Emotion threatened to break his voice and he paused until he had his voice under control. “Pull yourself up?”
She sighed. “I don’t know. I came out here to live with my aunt and she told me to put one foot in front of the other. But those first days, the idea of one or two steps exhausted me. But she kept giving me chores, forcing me to keep moving.”
“You do that to me.”
“I know.”
“So when did you turn the corner?”
“Honestly, Mitch, I think I’m still searching for that corner. I still don’t think beyond one step at a time.”
“But you plan ahead for the vineyard. I heard you talking about the harvest. You are going to build that winery. You are living.”
“I still believe I’m living for Jeff and Sydney. To squander my life would be an insult to them.” She drew in a breath. “And I’ve fallen for the vineyard. I didn’t expect to but I did. The grapes are like Beauty. They don’t care about my sob story. My emotions. All that matters is to keep working so that the vineyard doesn’t turn on me.”
The pain in his shoulder had been Beauty’s reminder for attention. He was silent for a moment watching as she scratched the pup between its ears. “So the pain never goes away?”
“Not totally. But it lessens a little bit every day. At first it feels like a boulder on your shoulders. And then one day it feels like a handful of rocks. And then pebbles. Always there, but it becomes manageable.”
She wasn’t feeding him rainbows and happy endings. Just honesty. “I’m not sure I want it to go away completely.”
“Me, either. I never want to forget the people I loved.”
A heavy silence settled and for a moment neither spoke. Then he studied Dog. “Shit, that’s an ugly dog.”
She covered the dog’s ears and nodded. “Shh.”
The one-eyed dog stared at him as if challenging his right to be here. “It wouldn’t have lasted a day in the shelter. People want cute and easy.”
“I know.”
“Folks were kind of like that with me when I came home from Iraq. Everyone wanted the war stories. They wanted the glory. But when I tried to tell them it was dirty and ugly and painful, folks just walked away.”
She was silent for a moment. “I have a knack for scaring people off, too. No one knows what to say to me. Hell, I don’t know what I want to say to me.”
Greer wasn’t afraid of scars. Maybe because she was brave or maybe she had so many of her own she didn’t notice them too much anymore.
But he did know she hadn’t walked away from him, those damn horses, or the ugliest dog in Texas. And that counted for something.
“I don’t know why you don’t kill her now. I’m so tired of waiting.”

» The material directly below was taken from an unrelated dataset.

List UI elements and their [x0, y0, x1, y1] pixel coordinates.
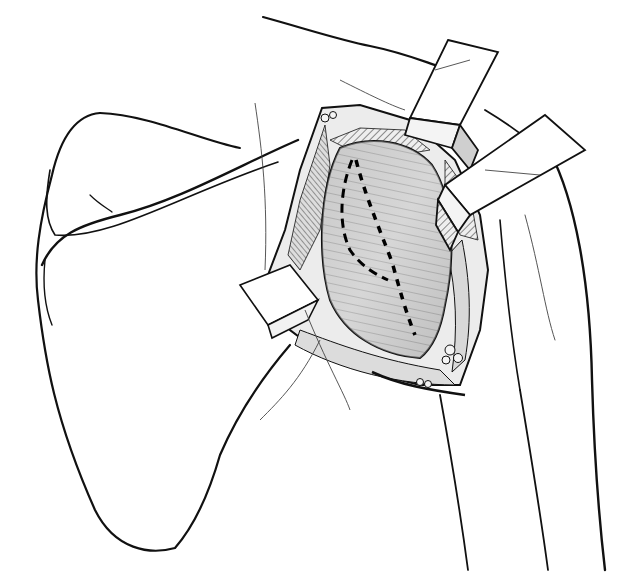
surgical-illustration: [0, 0, 630, 582]
illustration-canvas: [0, 0, 630, 582]
scapula-outline: [36, 113, 298, 551]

Jackson hated her voice’s constant buzzing in his ear.
Kill her. Kill her. Buzz. Buzz.
With eyes still pressed to the binoculars’ eyecups, he watched as she handed a mangy dog to her new farmhand. “I just took care of one.”
“But she wasn’t her.”
“It’s not time for her.”
“How do you know it’s not time? My God, all you done is talk about Greer. Elizabeth. Greer. I get sick of hearing about her.”
Buzz. Buzz. Buzz.
It was getting harder and harder to ignore her. With an effort, he kept his focus on Greer.
He knew a lot about Greer Templeton.
And not simply the information anyone could read about on the Internet. He knew her current daily routine as if it were his own, and he also knew her hopes, fears, and dreams.